All I Know Is That Gentlemanly Conservatism is Dead
Look, I don’t know if the Republican National Convention was a shambles or a cunning trick. I don’t know if Ted Cruz is a genius or a cad. I don’t know if Trump’s speech was dark and dismal or if it said exactly what the average voter is wanting to hear.
All I know is that the good old gentlemanly conservatism that I have adhered to since my introduction to Hayek and Mises 40 years ago is dead.
Clue One is Jonah Goldberg driving from Cleveland to Maine to join his wife and daughter.
So last night after driving for five or so hours to flee the Cleve, I was pretty tired. I penned a down payment on a downright downbeat G-File. I hadn’t slept much the previous week -- I made my share of mistakes by the lake -- and I was in a foul mood.
Jonah Goldberg is a great guy, and his Liberal Fascism is a magnificent takedown of liberals and everything they stand for. But today he is shivering in a lifeboat watching the conservative Titanic slip beneath the waves.
What went wrong? I’d say that the fatal flaw was that the conservative movement couldn’t transform itself from a debating club into a militant movement to take the fight to the liberals.
Mencius Moldbug had it exactly right. The universities and the media are the Cathedral, the Democratic Party is the Inner Party that gets to rule when in power and the Republican Party is the Outer Party that gets to govern when in office. The Outer Party is never going to take the fight to the Inner Party.
Years ago I picked up from a woman the simple notion that Government is Force: it is not kindly librarians helping people. Since then I’ve proposed that politics is division, because every election attempts to split the electorate, and system is domination, as in every administrative government program. Now, after a looking into the liberal activism culture I’ve decided that politics is violence, for that is what every “peaceful protest” threatens if its non-negotiable demands are not met.
Finally, government is injustice. It must be so, because every government program takes money from people by force and hands it out to the government’s supporters. By “supporters” I don’t just mean community organizers, but people like me: Social Security and Medicare recipients.
Of course, liberals don’t think that their rule of the experts is injustice. Not at all. They listen to NPR and read the New York Times and comfortably know that they are bending the arc of history towards justice. You would think that too if you were a comfortably tenured member of the ruling class.
But government is force, and government is injustice, so any ruling class is likely to provoke unrest and unhappiness among the people. The point of all the checks and balances and separation of powers and bills of rights is to limit the damage the ruling class can do.
So if the ruling class had a lick of sense it would listen to the opposition. It would compromise with the opposition instead of passing ObamaCare without a single Republican vote.
Only it doesn’t. Instead liberals corrupt the election process, they want to cut back the First Amendment, and they force their opponents into silence with their accusations of “hate” and racism, sexism, and homophobia. Sad.
I say that this is a huge strategic mistake. It makes the voters angry. And that is why the voters are looking for a president to smash things up after seven years of a president that thinks politics is all about activism and organizing.
Of course, it’s not just gentlemanly conservatives that have suffered under the liberal yoke. Others have suffered more. The white working class is dying from despair after half a century of liberal injustice. Black Lives Matter aside, African Americans have surely suffered a cultural tsunami from government programs designed to “help” them. The millennial kids are suffering under the college loans that crank up college fees and help hire more diversity administrators, and mom-and-pop savers are getting near-zero interest on their life savings so that the government can keep the deficit down. And how about the Asian quota at the nation’s selective colleges?
All because liberals don’t get that every time you start some wonderful program to bend the arc of history towards justice you stick it in someone’s eye. Because government is force. And very often you hurt the very people you are trying to help. Because force is a very blunt instrument.
Still, it’s a shame that gentlemanly conservatism is finished; it was worthy and noble, as far as it went. As always, liberals will learn to love it once they get to experience the Trump replacement -- right in the solar plexus.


Print all the records below exactly as they stand, but leave out the pictures.

Data for analysis
..........
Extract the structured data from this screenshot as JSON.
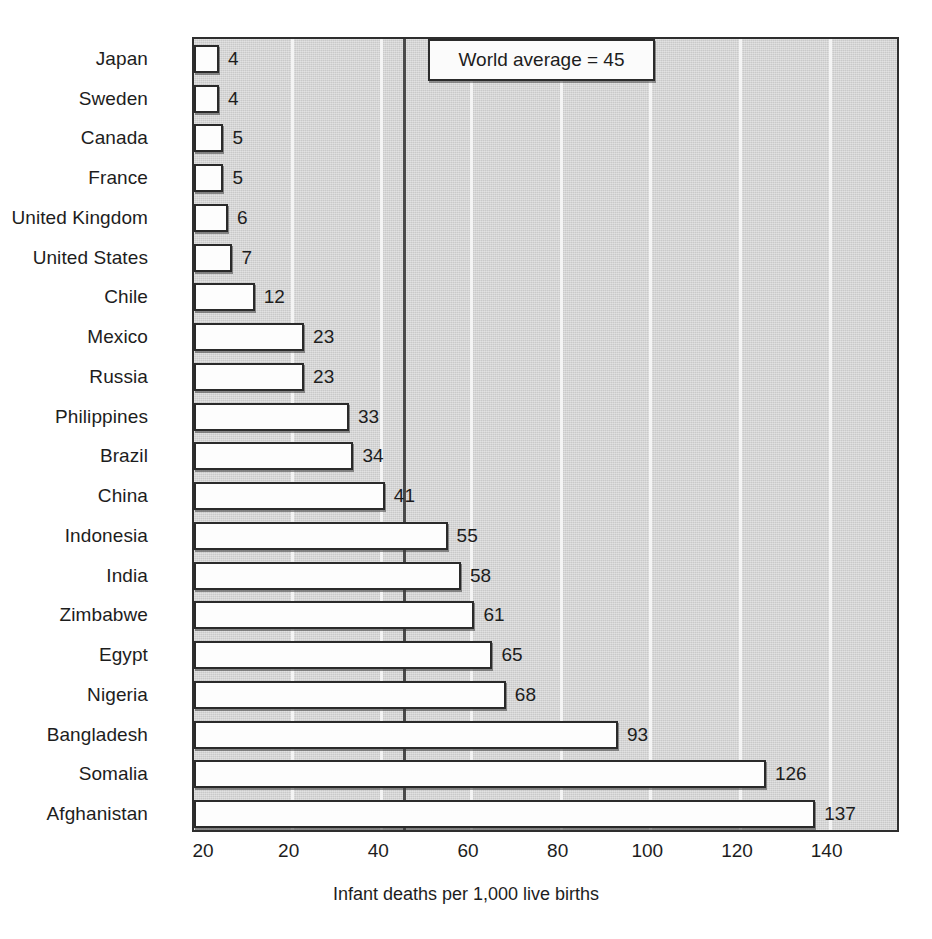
{
  "chart_data": {
    "type": "bar",
    "orientation": "horizontal",
    "title": "",
    "xlabel": "Infant deaths per 1,000 live births",
    "ylabel": "",
    "xlim": [
      0,
      158
    ],
    "grid": true,
    "xticks": [
      "20",
      "20",
      "40",
      "60",
      "80",
      "100",
      "120",
      "140"
    ],
    "xtick_values": [
      0,
      20,
      40,
      60,
      80,
      100,
      120,
      140
    ],
    "categories": [
      "Japan",
      "Sweden",
      "Canada",
      "France",
      "United Kingdom",
      "United States",
      "Chile",
      "Mexico",
      "Russia",
      "Philippines",
      "Brazil",
      "China",
      "Indonesia",
      "India",
      "Zimbabwe",
      "Egypt",
      "Nigeria",
      "Bangladesh",
      "Somalia",
      "Afghanistan"
    ],
    "values": [
      4,
      4,
      5,
      5,
      6,
      7,
      12,
      23,
      23,
      33,
      34,
      41,
      55,
      58,
      61,
      65,
      68,
      93,
      126,
      137
    ],
    "value_labels": [
      "4",
      "4",
      "5",
      "5",
      "6",
      "7",
      "12",
      "23",
      "23",
      "33",
      "34",
      "41",
      "55",
      "58",
      "61",
      "65",
      "68",
      "93",
      "126",
      "137"
    ],
    "annotation": {
      "text": "World average = 45",
      "value": 45
    },
    "colors": {
      "plot_background": "#c9c9c9",
      "bar_fill": "#fdfdfd",
      "bar_edge": "#2a2a2a",
      "gridline": "#f4f4f4",
      "average_line": "#4a4a4a",
      "text": "#1d1d1d"
    }
  }
}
..........
Solution for this problem
Extract the structured data from this screenshot as JSON.
{
  "chart_data": {
    "type": "bar",
    "orientation": "horizontal",
    "title": "",
    "xlabel": "Infant deaths per 1,000 live births",
    "ylabel": "",
    "xlim": [
      0,
      158
    ],
    "grid": true,
    "xticks": [
      "20",
      "20",
      "40",
      "60",
      "80",
      "100",
      "120",
      "140"
    ],
    "xtick_values": [
      0,
      20,
      40,
      60,
      80,
      100,
      120,
      140
    ],
    "categories": [
      "Japan",
      "Sweden",
      "Canada",
      "France",
      "United Kingdom",
      "United States",
      "Chile",
      "Mexico",
      "Russia",
      "Philippines",
      "Brazil",
      "China",
      "Indonesia",
      "India",
      "Zimbabwe",
      "Egypt",
      "Nigeria",
      "Bangladesh",
      "Somalia",
      "Afghanistan"
    ],
    "values": [
      4,
      4,
      5,
      5,
      6,
      7,
      12,
      23,
      23,
      33,
      34,
      41,
      55,
      58,
      61,
      65,
      68,
      93,
      126,
      137
    ],
    "value_labels": [
      "4",
      "4",
      "5",
      "5",
      "6",
      "7",
      "12",
      "23",
      "23",
      "33",
      "34",
      "41",
      "55",
      "58",
      "61",
      "65",
      "68",
      "93",
      "126",
      "137"
    ],
    "annotation": {
      "text": "World average = 45",
      "value": 45
    },
    "colors": {
      "plot_background": "#c9c9c9",
      "bar_fill": "#fdfdfd",
      "bar_edge": "#2a2a2a",
      "gridline": "#f4f4f4",
      "average_line": "#4a4a4a",
      "text": "#1d1d1d"
    }
  }
}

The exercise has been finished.